Explore Numeric Input Problems
See the 7 most painful problems with numeric inputs in web apps. Try each demo yourself to experience why numora exists.
Paste Chaos
Users paste numbers in every format imaginable
Real users paste values from spreadsheets, financial reports, different locales, and scientific tools. Native inputs either reject them outright or silently corrupt the data. Click the paste buttons below to see what happens.
Cursor Position Hell
Formatting destroys cursor position
When you format a number (adding commas), the cursor jumps to the end. Try typing 1234567 rapidly in both inputs and watch the cursor.
Type rapidly and watch the cursor jump to the end after each keystroke:
Cursor at position: 0
The cursor always jumps to the end, making editing impossible.
Type rapidly and the cursor stays in the logical position:
Cursor at position: 0
Cursor stays where you expect it, even as commas are added.
Scientific Notation Expansion
1e-18 should expand to 0.000000000000000001
In crypto and DeFi, users frequently deal with very small or very large numbers. Pasting 1e-18 (1 wei) should display the full decimal representation, not the scientific notation.
1e-180.0000000000000000011.5e-70.000000152.1e+152100000000000000Native displays:
(empty)Shows scientific notation or loses precision entirely
Numora expands:
(empty)Full decimal expansion with precise representation
Mobile Keyboard Gremlins
Hidden characters that break your validation
Mobile keyboards often insert non-breaking spaces (U+00A0), zero-width characters, or other invisible Unicode. These break validation and calculations silently.
When copying "1 234" from a mobile app, you might get:
What you see:
1 234What's actually there (hex):
31 C2 A0 32 33 34(C2 A0 = UTF-8 non-breaking space)
The Decimal Dilemma
Is 1,234 one thousand or 1.234?
In the US, 1,234.56 means one thousand two hundred thirty-four and 56 cents. In Europe, the same number is written as 1.234,56. Native inputs have no idea which you mean.
Try typing 1.2.3.4 or1,2,3,4 to see how multiple separators are handled.
Valid for US:
1,234.56Confusing for US:
1.234,56Type 1,234.56:
Native input rejects commas entirely and can't be configured for locale.
Type 1,234.56:
Configurable decimal separator. Multiple decimals are automatically prevented (only the first is kept).
Thousand Separator Traps
Format on blur is jarring, format on change is hard
Formatting numbers with thousand separators as users type is surprisingly difficult. Most implementations either format on blur (jarring) or format on change (cursor jumps). Different regions also use different grouping styles.
Type 1234567 and watch the cursor:
Problems:
- Cursor jumps to end after each keystroke
- Editing in the middle is impossible
- Only supports one grouping style
Type 1234567 smoothly:
Features:
- Cursor stays in logical position
- Edit anywhere without issues
- Supports Thousand grouping: 1,234,567
The type="number" Lie
It seems right, but it's deeply broken
<input type="number"> seems like the obvious choice for numeric inputs, but it has fundamental problems that make it unsuitable for most real-world applications.
Hover and scroll to accidentally change the number
Thousand separators are rejected
Ugly increment/decrement buttons appear
Allows "e" but not "," - counterintuitive
Screen readers struggle with the format
Some mobile browsers show wrong keyboard
.value might differ from displayed text
Hover over the input and use your scroll wheel:
- Hover and scroll to change value accidentally
- Try typing 1,000 (comma rejected)
- Notice the ugly spinner buttons
Implementation:
<input type="number" />Same test - hover and scroll:
Numora uses:
- type="text" - no scroll hijacking
- inputmode="decimal" - mobile numeric keyboard
- Full formatting support with commas
- Consistent, predictable behavior
Implementation:
<input type="text" inputmode="decimal" />Ready to solve these problems?
numora handles all of this out of the box. No more regex nightmares, no more cursor jumping, no more precision loss.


Task item =>
Copy every line of the data that includes the string "vertical".

(Dataset rows about figures)
⟨
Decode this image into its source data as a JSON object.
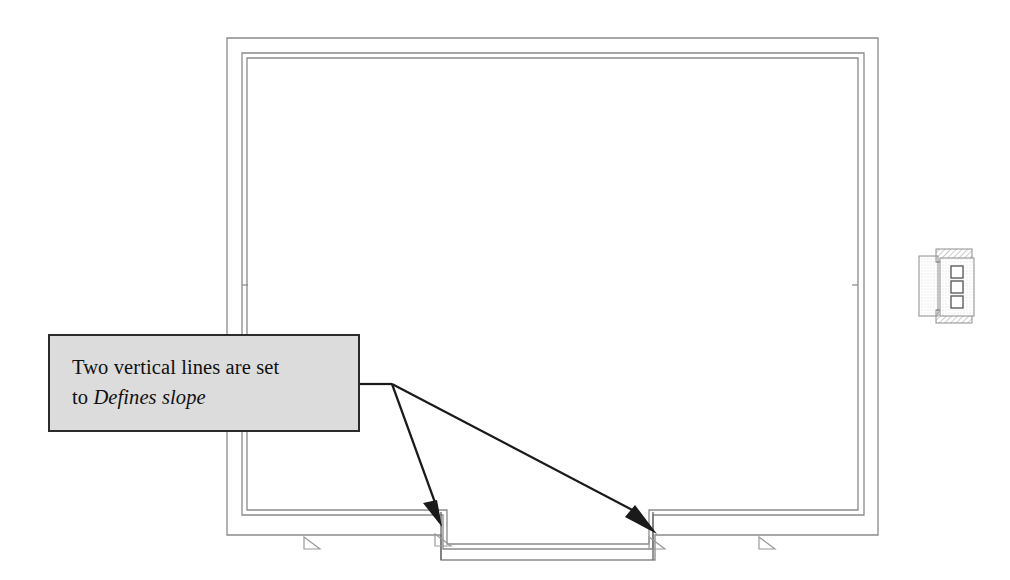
{
  "drawing": {
    "kind": "architectural-floor-plan",
    "title": "Floor plan with sloped floor callout",
    "background_color": "#ffffff",
    "line_color": "#8a8a8a",
    "line_color_dark": "#6d6d6d",
    "arrow_color": "#1a1a1a"
  },
  "callout": {
    "text_line_1": "Two vertical lines are set",
    "text_line_2_prefix": "to ",
    "text_line_2_emphasis": "Defines slope",
    "full_text": "Two vertical lines are set to Defines slope",
    "fill_color": "#dcdcdc",
    "border_color": "#2b2b2b",
    "box": {
      "x": 48,
      "y": 334,
      "width": 312,
      "height": 98
    }
  },
  "leader": {
    "hinge": {
      "x": 392,
      "y": 384
    },
    "exit": {
      "x": 360,
      "y": 384
    },
    "arrow_1_target": {
      "x": 440,
      "y": 524
    },
    "arrow_2_target": {
      "x": 653,
      "y": 528
    },
    "arrow_count": 2
  },
  "plan": {
    "outer_rect": {
      "x1": 227,
      "y1": 38,
      "x2": 878,
      "y2": 535
    },
    "mid_rect": {
      "x1": 242,
      "y1": 53,
      "x2": 864,
      "y2": 515
    },
    "inner_rect": {
      "x1": 247,
      "y1": 58,
      "x2": 858,
      "y2": 510
    },
    "bay": {
      "left_x": 440,
      "right_x": 653,
      "top_y": 510,
      "bottom_y": 560,
      "description": "projecting bay at bottom centre with two vertical edge lines"
    },
    "wall_ticks": [
      {
        "side": "left",
        "x": 242,
        "y": 285
      },
      {
        "side": "right",
        "x": 858,
        "y": 285
      }
    ]
  },
  "level_markers": [
    {
      "name": "level-marker-left",
      "x": 310,
      "y": 543
    },
    {
      "name": "level-marker-bay-left",
      "x": 441,
      "y": 540
    },
    {
      "name": "level-marker-bay-right",
      "x": 655,
      "y": 543
    },
    {
      "name": "level-marker-right",
      "x": 765,
      "y": 543
    }
  ],
  "detail": {
    "name": "wall-section-detail",
    "box": {
      "x": 915,
      "y": 245,
      "width": 66,
      "height": 82
    },
    "squares": 3,
    "description": "small hatched wall/column section detail with three stacked square openings"
  }
}
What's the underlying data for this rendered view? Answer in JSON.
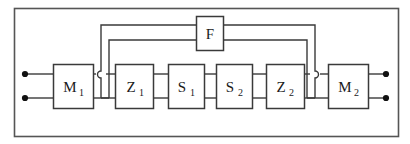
{
  "figure": {
    "name": "block-diagram",
    "colors": {
      "line": "#3a3a3a",
      "block_fill": "#ffffff",
      "frame": "#555555",
      "background": "#ffffff",
      "terminal": "#111111"
    }
  },
  "frame": {
    "x": 14,
    "y": 8,
    "width": 384,
    "height": 128
  },
  "blocks": [
    {
      "id": "M1",
      "label": "M",
      "subscript": "1",
      "x": 53,
      "y": 64,
      "width": 40,
      "height": 44
    },
    {
      "id": "Z1",
      "label": "Z",
      "subscript": "1",
      "x": 115,
      "y": 64,
      "width": 38,
      "height": 44
    },
    {
      "id": "S1",
      "label": "S",
      "subscript": "1",
      "x": 168,
      "y": 64,
      "width": 36,
      "height": 44
    },
    {
      "id": "S2",
      "label": "S",
      "subscript": "2",
      "x": 216,
      "y": 64,
      "width": 36,
      "height": 44
    },
    {
      "id": "Z2",
      "label": "Z",
      "subscript": "2",
      "x": 266,
      "y": 64,
      "width": 38,
      "height": 44
    },
    {
      "id": "M2",
      "label": "M",
      "subscript": "2",
      "x": 328,
      "y": 64,
      "width": 40,
      "height": 44
    }
  ],
  "feedback_block": {
    "id": "F",
    "label": "F",
    "subscript": "",
    "x": 196,
    "y": 16,
    "width": 27,
    "height": 34
  },
  "terminals": [
    {
      "id": "in-top",
      "x": 25,
      "y": 74
    },
    {
      "id": "in-bottom",
      "x": 25,
      "y": 98
    },
    {
      "id": "out-top",
      "x": 386,
      "y": 74
    },
    {
      "id": "out-bottom",
      "x": 386,
      "y": 98
    }
  ],
  "connector_rails": {
    "upper_y": 74,
    "lower_y": 98
  },
  "feedback_paths": {
    "outer_y": 25,
    "inner_y": 40,
    "left_junction_x": 101,
    "right_junction_x": 315,
    "inner_left_x": 109,
    "inner_right_x": 307
  },
  "junction_hops": [
    {
      "id": "left-hop",
      "x": 101,
      "y": 74
    },
    {
      "id": "right-hop",
      "x": 315,
      "y": 74
    }
  ]
}
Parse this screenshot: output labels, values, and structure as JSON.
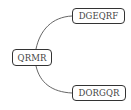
{
  "diagram": {
    "root": {
      "label": "QRMR"
    },
    "children": [
      {
        "label": "DGEQRF"
      },
      {
        "label": "DORGQR"
      }
    ],
    "colors": {
      "edge": "#555555",
      "border": "#333333",
      "text": "#444444",
      "background": "#ffffff"
    }
  }
}
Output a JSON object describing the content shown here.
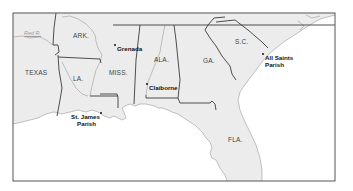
{
  "map": {
    "frame": {
      "x": 13,
      "y": 13,
      "width": 322,
      "height": 168
    },
    "colors": {
      "land": "#ececec",
      "water": "#ffffff",
      "state_border": "#3c3c3c",
      "river": "#a8a8a8",
      "coast": "#9a9a9a",
      "frame": "#555555"
    },
    "states": [
      {
        "id": "texas",
        "label": "TEXAS",
        "x": 25,
        "y": 70
      },
      {
        "id": "arkansas",
        "label": "ARK.",
        "x": 73,
        "y": 34
      },
      {
        "id": "louisiana",
        "label": "LA.",
        "x": 73,
        "y": 76
      },
      {
        "id": "mississippi",
        "label": "MISS.",
        "x": 109,
        "y": 70
      },
      {
        "id": "alabama",
        "label": "ALA.",
        "x": 154,
        "y": 58
      },
      {
        "id": "georgia",
        "label": "GA.",
        "x": 203,
        "y": 59
      },
      {
        "id": "south_carolina",
        "label": "S.C.",
        "x": 235,
        "y": 40
      },
      {
        "id": "florida",
        "label": "FLA.",
        "x": 228,
        "y": 137
      }
    ],
    "places": [
      {
        "id": "grenada",
        "label": "Grenada",
        "dot_x": 115,
        "dot_y": 45,
        "label_x": 117,
        "label_y": 46
      },
      {
        "id": "claiborne",
        "label": "Claiborne",
        "dot_x": 147,
        "dot_y": 84,
        "label_x": 149,
        "label_y": 85
      },
      {
        "id": "st_james_parish",
        "label": "St. James\nParish",
        "line1": "St. James",
        "line2": "Parish",
        "dot_x": 101,
        "dot_y": 113,
        "label_x": 70,
        "label_y": 114
      },
      {
        "id": "all_saints_parish",
        "label": "All Saints\nParish",
        "line1": "All Saints",
        "line2": "Parish",
        "dot_x": 263,
        "dot_y": 54,
        "label_x": 265,
        "label_y": 55
      }
    ],
    "rivers": [
      {
        "id": "red_river",
        "label": "Red R.",
        "label_x": 24,
        "label_y": 34
      }
    ],
    "paths": {
      "land": "M13,13 L335,13 L335,15 L320,19 L313,23 L305,28 L296,34 L285,41 L276,48 L268,55 L262,62 L256,70 L250,78 L244,86 L240,92 L238,100 L240,110 L244,120 L250,132 L256,145 L260,158 L262,170 L262,181 L227,181 L225,175 L220,168 L216,160 L212,158 L210,153 L212,148 L210,142 L206,138 L202,132 L196,126 L190,122 L184,118 L178,114 L172,112 L168,110 L162,108 L158,108 L155,106 L150,105 L146,104 L140,104 L135,106 L130,104 L125,106 L122,108 L124,112 L126,118 L122,120 L118,118 L114,116 L110,118 L104,116 L98,112 L92,110 L86,112 L78,110 L70,112 L62,114 L54,112 L46,114 L38,118 L30,120 L22,122 L13,124 Z",
      "gulf_coast": "M13,124 L22,122 L30,120 L38,118 L46,114 L54,112 L62,114 L70,112 L78,110 L86,112 L92,110 L98,112 L104,116 L110,118 L114,116 L118,118 L122,120 L126,118 L124,112 L122,108 L125,106 L130,104 L135,106 L140,104 L146,104 L150,105 L155,106 L158,108 L162,108 L168,110 L172,112 L178,114 L184,118 L190,122 L196,126 L202,132 L206,138 L210,142 L212,148 L210,153 L212,158 L216,160 L220,168 L225,175 L227,181",
      "atlantic_coast": "M262,181 L262,170 L260,158 L256,145 L250,132 L244,120 L240,110 L238,100 L240,92 L244,86 L250,78 L256,70 L262,62 L268,55 L276,48 L285,41 L296,34 L305,28 L313,23 L320,19 L335,15",
      "borders": [
        "M56,13 L54,28 L53,45",
        "M53,45 L58,45 L59,52 L55,55",
        "M58,55 L59,70 L62,88 L60,100 L57,116",
        "M58,57 L100,59",
        "M113,25 L335,25",
        "M140,25 L136,60 L134,104",
        "M100,59 L101,63",
        "M100,94 L117,94 L118,97 L118,108",
        "M90,96 L118,96",
        "M146,95 L146,98 L178,98",
        "M178,98 L180,103 L210,103 L212,101 L215,104 L216,110",
        "M174,25 L176,40 L178,60 L180,80 L178,98",
        "M208,25 L214,18 L225,17",
        "M208,25 L205,30 L210,38 L216,46 L222,56 L230,66 L232,74 L236,80",
        "M216,22 L235,20 L248,30 L262,42 L268,48"
      ],
      "rivers": [
        "M13,37 L22,36 L30,38 L40,37 L46,40 L53,45",
        "M62,17 L70,16 L78,19 L86,24 L92,30 L95,35 L96,41",
        "M96,41 L98,48 L102,55 L100,62 L96,70 L94,78 L92,86 L90,96",
        "M62,62 L66,70 L70,78 L76,88 L82,94 L88,96",
        "M165,25 L162,40 L160,52 L156,62 L152,72 L148,82 L146,95",
        "M306,15 L312,18 L320,16",
        "M298,21 L304,26 L300,30"
      ]
    }
  }
}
⟩
Solution for this problem =>
    "text_line_1": "Two vertical lines are set",
    "full_text": "Two vertical lines are set to Defines slope",
      "description": "projecting bay at bottom centre with two vertical edge lines"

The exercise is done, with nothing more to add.